Memorial Day, From Far Away Lands
America will be celebrating Memorial Day on May 28th, 2018. Along with an extended weekend, folks’ thoughts will turn to the meaning of the holiday: honoring the fallen of American conflicts. But over 216K of them are buried or memorialized as missing in foreign lands. It brings to mind a long held sentiment, expressed well by then Secretary of State Colin Powell in 2003:
We have gone forth from our shores repeatedly over the last hundred years and we’ve done this as recently as the last year in Afghanistan and put wonderful young men and women at risk, many of whom have lost their lives, and we have asked for nothing except enough ground to bury them in, and otherwise we have returned home to seek our own, you know, to seek our own lives in peace, to live our own lives in peace.
The scale of the ground needed to bury them, administrated by the American Battle Monuments Commission, is perhaps lesser known:
ABMC administers, operates and maintains 26 permanent American military cemeteries and 29 federal memorial, monuments and markers, which are located in 16 foreign countries, the U.S. Commonwealth of the Northern Mariana Islands, and the British Dependency of Gibraltar; three of the memorials are located within the United States. These cemeteries and memorials, most of which commemorate the service and sacrifice of Americans who served in World War I and World War II, are among the most beautiful and meticulously maintained shrines in the world. Visit ABMC Burial and Memorialization Statistics to learn about the number of men and women we honor around the world.
The exact number of dead who remain forever on foreign lands, will probably never be known:
Similarly is Brookwood American Cemetery outside of London. It’s a communal cemetery, meaning non-Americans and non-war dead can be buried there. On a tour with the cemetery’s assistant director, Dickon was shown a wooded area far from the American portion. “He pointed to a bunch of gravestones and he said, ‘There’s a bunch of Americans over there that Americans don’t know about.’” In his research, Dickon found they were mostly Americans who had joined the British Royal Air Force or the Royal Canadian Air Force, but had been buried as Canadians or Brits.
Towards the end of WWI, 200 Americans were killed in Archangel, Russia. The transport ship Lake Daraga made three trips to bring home the dead between 1919, 1929 and 1934, but the records from the original voyage have been lost.
“An unknown number remain in Arctic Russia, unnamed because the list of those returned on the Lake Daraga in 1919 can’t be found,” Dickon wrote on his site. “Though it is possible to name all who died, it is not possible to name all who were returned.”
Bringing home the dead is a relatively new undertaking for the U.S. government.In the nation’s early years, most troops were buried where they fell. For some highly decorated officers, remains could be collected and sent back, but only if the family covered all the costs — which could be steep given they had to buy and ship a lead-lined coffin to meet the military’s requirements.
But the unprecedented scale of WWI meant an increasing number of families were pressing the government to remove that financial burden.
“The U.S. didn’t know how to bring back the fallen when the war ended,” said Tim Nolsal, public affairs director for the American Battle Monument Commission or ABMC.
Opinion, he said, was divided: some felt the bodies should be brought back to the U.S. Others felt it was honorable for soldiers to stay on the battleground. Ultimately, “the government decided to make it a decision for the next of kin,” Nolsal said. The family could have the body repatriated and buried in a national cemetery, or buried overseas in a national cemetery. Either way, the government picked up the costs. Only if the family decided on a private burial would the government only cover the costs of transportation and a headstone.
Across 10 countries, more than 130,000 Americans are buried and another 124,000 missing in action are memorialized by name in one of the 25 cemeteries overseen by the ABMC. They are mostly casualties of the world wars, Nosal says, because the option to be buried overseas ended during the Korean War. The missing in action include the Korean and Vietnam wars.
“Now, we bring everybody back,” Nosal said.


> [Try it] Report how many lines of the listing contain the string "Pooled", with no other words.

> [Exercise material]

+++

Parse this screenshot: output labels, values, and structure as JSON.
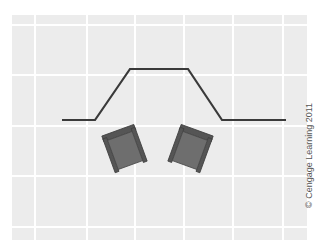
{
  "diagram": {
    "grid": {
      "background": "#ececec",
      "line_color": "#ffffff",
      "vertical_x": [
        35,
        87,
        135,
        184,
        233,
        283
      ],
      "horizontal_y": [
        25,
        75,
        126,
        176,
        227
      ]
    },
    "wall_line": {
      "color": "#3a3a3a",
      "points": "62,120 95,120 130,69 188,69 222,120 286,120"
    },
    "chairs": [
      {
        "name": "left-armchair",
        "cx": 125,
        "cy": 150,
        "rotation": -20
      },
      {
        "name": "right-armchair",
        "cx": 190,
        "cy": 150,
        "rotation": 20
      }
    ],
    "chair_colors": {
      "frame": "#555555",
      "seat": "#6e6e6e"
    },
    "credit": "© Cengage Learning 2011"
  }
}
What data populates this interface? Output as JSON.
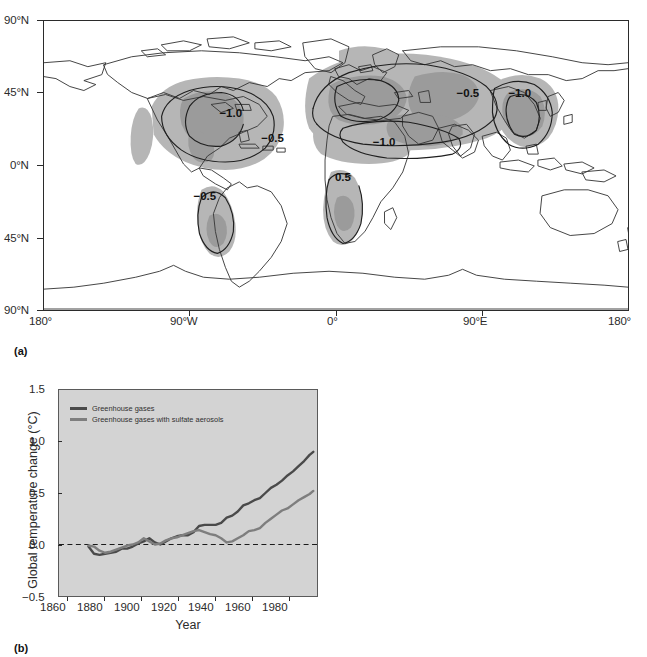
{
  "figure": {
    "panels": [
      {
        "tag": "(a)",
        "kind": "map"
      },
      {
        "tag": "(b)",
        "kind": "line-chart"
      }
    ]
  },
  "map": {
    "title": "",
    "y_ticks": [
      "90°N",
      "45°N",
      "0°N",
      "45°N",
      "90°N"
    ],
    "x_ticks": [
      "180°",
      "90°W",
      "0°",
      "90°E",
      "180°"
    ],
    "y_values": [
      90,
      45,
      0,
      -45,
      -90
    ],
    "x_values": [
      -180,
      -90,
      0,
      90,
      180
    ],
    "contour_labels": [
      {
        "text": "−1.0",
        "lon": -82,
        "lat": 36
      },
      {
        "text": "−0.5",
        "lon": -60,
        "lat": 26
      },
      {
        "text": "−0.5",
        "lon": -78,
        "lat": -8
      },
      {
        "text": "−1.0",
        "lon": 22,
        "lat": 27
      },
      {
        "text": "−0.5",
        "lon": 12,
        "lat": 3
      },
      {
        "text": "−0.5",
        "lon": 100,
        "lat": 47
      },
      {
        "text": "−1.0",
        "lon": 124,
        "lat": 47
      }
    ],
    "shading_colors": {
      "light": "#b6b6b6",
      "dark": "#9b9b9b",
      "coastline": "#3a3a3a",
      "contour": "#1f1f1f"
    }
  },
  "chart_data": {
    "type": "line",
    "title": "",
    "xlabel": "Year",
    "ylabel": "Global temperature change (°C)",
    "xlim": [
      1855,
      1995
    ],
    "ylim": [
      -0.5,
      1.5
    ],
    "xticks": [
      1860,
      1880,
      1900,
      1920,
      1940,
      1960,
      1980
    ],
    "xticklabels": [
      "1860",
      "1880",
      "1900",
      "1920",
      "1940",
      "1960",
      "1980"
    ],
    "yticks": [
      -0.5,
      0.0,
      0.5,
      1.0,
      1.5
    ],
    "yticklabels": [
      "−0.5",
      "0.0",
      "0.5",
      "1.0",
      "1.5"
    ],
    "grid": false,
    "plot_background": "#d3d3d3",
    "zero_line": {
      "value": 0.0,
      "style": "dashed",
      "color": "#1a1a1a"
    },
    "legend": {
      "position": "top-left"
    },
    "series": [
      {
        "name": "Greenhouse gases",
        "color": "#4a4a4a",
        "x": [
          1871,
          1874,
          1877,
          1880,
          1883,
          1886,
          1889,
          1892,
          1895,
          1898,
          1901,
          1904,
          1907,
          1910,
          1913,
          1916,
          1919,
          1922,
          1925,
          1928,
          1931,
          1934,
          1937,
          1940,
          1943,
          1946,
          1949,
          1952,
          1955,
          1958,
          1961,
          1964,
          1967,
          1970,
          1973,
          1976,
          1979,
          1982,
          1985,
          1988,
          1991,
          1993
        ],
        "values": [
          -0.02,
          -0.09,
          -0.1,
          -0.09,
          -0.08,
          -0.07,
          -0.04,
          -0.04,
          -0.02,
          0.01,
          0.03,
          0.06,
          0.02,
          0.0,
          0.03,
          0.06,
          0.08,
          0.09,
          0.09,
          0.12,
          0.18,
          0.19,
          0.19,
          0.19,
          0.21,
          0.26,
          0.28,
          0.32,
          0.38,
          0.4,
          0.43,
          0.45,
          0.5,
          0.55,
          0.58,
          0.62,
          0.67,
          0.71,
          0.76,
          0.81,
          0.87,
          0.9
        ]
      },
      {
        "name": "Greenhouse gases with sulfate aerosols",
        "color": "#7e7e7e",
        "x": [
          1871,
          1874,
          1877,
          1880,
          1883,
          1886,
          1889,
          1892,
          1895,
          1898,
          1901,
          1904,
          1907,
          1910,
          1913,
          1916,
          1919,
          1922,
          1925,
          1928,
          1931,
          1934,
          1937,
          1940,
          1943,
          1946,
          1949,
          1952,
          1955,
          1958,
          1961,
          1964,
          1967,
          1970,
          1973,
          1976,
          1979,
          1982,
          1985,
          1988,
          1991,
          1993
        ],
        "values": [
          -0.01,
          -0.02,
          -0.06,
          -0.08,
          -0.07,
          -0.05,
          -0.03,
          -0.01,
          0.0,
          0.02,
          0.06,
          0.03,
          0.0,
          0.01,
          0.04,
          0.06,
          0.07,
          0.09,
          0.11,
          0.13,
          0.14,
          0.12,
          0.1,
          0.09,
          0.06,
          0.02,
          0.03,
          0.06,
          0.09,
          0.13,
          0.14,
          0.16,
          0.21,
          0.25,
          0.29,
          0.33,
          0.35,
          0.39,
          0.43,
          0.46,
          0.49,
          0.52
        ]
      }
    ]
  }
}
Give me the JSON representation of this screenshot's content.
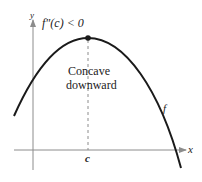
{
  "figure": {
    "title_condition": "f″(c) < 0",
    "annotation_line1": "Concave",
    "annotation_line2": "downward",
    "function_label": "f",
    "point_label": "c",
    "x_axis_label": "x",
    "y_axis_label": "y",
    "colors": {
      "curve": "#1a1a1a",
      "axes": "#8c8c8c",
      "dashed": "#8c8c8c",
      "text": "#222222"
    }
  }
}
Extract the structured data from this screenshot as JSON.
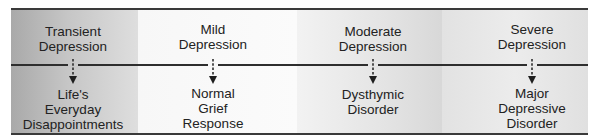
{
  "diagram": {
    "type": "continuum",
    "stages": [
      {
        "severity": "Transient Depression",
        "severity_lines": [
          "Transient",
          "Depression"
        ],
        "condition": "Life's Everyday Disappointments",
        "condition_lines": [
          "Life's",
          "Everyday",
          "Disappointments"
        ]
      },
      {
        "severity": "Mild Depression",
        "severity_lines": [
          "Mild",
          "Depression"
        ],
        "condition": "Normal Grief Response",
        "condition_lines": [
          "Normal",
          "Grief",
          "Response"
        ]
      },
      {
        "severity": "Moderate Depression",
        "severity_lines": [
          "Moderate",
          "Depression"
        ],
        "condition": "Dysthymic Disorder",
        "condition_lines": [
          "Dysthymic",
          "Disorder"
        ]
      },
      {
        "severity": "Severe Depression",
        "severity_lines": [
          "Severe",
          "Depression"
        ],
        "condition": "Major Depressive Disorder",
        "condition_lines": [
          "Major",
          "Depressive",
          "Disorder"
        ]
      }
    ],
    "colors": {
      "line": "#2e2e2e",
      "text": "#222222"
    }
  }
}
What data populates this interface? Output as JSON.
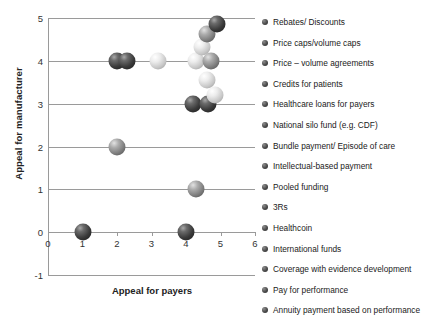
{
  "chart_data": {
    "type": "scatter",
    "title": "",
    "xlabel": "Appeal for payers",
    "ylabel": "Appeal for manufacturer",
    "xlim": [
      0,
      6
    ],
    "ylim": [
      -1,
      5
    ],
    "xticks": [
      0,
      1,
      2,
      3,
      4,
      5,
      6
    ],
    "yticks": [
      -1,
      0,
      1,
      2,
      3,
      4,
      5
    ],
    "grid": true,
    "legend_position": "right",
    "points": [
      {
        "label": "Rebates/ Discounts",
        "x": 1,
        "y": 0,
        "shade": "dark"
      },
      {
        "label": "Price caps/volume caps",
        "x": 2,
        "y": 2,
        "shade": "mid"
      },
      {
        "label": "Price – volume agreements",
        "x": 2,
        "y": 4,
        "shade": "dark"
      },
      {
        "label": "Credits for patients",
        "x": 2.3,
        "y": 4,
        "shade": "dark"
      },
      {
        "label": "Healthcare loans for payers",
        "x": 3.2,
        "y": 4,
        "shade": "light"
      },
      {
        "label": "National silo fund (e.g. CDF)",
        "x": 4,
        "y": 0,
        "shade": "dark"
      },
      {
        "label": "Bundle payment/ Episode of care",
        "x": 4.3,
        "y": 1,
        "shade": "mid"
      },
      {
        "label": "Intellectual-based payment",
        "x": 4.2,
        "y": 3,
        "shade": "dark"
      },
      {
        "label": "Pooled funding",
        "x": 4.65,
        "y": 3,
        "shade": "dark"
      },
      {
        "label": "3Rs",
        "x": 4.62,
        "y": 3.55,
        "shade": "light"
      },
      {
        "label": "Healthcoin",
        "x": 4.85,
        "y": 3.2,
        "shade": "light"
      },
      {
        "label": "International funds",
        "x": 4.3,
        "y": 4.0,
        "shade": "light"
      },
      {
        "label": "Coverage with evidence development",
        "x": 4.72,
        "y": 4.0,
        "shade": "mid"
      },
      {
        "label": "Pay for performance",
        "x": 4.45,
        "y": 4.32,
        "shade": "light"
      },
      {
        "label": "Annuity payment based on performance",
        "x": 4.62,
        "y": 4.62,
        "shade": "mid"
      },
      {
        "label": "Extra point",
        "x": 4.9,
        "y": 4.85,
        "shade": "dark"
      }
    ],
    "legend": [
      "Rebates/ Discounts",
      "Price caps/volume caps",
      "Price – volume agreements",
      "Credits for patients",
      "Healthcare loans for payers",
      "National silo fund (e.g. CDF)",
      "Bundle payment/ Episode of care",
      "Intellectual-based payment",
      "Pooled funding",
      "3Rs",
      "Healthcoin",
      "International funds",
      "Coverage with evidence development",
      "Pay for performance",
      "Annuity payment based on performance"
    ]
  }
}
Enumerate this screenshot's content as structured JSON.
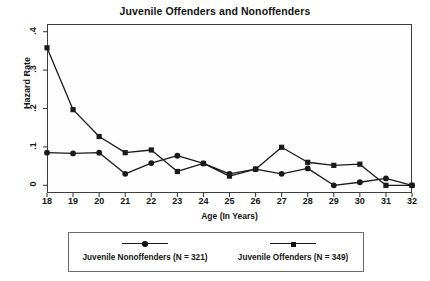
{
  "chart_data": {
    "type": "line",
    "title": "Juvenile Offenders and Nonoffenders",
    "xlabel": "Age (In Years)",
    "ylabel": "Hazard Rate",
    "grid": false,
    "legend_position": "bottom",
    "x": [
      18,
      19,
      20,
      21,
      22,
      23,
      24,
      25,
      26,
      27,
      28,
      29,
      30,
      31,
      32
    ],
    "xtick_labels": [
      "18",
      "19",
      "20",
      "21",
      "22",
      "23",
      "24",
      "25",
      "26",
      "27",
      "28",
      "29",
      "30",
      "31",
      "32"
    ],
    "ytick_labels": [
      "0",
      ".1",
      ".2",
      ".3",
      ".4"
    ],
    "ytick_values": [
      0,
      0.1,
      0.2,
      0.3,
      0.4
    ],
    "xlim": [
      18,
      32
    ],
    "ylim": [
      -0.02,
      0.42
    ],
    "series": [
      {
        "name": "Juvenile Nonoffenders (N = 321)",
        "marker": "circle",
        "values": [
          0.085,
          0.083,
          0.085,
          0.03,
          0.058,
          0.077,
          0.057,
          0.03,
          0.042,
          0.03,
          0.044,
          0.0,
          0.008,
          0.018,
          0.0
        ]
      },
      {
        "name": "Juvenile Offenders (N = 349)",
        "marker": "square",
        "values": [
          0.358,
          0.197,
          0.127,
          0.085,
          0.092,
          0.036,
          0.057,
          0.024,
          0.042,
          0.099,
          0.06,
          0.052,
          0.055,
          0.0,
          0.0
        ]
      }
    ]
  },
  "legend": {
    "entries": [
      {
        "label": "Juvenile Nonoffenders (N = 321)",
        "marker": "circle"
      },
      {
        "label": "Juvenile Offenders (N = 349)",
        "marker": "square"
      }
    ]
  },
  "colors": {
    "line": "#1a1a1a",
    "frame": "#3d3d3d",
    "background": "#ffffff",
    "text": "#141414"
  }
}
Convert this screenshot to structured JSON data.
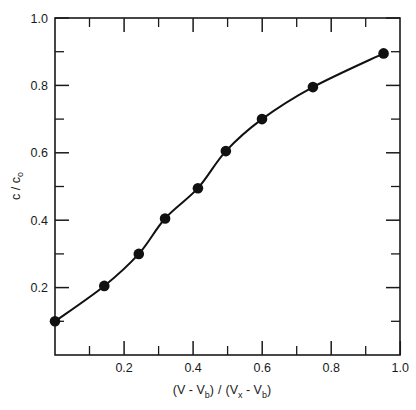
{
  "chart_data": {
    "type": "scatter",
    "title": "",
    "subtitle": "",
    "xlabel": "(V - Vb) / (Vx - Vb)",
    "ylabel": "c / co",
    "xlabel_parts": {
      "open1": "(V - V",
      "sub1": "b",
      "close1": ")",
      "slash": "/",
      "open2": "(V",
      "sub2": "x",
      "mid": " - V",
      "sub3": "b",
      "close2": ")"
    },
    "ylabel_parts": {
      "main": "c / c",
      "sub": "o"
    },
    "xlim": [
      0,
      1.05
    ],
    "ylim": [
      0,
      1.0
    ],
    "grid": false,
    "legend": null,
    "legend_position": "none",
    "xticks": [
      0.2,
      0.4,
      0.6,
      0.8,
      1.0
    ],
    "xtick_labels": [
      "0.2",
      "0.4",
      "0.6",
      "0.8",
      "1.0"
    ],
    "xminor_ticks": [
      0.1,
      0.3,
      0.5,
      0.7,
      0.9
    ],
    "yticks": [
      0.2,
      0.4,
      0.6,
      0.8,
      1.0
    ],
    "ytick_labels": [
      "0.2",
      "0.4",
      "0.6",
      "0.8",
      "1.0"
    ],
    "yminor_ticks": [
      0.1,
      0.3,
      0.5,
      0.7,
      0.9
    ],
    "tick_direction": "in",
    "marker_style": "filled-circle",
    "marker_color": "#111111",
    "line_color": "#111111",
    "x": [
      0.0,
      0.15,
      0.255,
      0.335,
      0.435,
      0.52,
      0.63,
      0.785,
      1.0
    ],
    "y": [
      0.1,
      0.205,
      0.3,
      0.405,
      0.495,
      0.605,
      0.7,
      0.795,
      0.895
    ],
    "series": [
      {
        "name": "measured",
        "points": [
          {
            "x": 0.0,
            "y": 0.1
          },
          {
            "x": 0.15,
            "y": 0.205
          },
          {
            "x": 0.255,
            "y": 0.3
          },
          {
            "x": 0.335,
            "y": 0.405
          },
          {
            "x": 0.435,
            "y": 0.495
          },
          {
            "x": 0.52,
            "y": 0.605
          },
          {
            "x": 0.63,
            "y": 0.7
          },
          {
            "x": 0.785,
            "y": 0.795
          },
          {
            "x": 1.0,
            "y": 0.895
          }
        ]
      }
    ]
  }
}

+++

> [Answer to the exercise] 2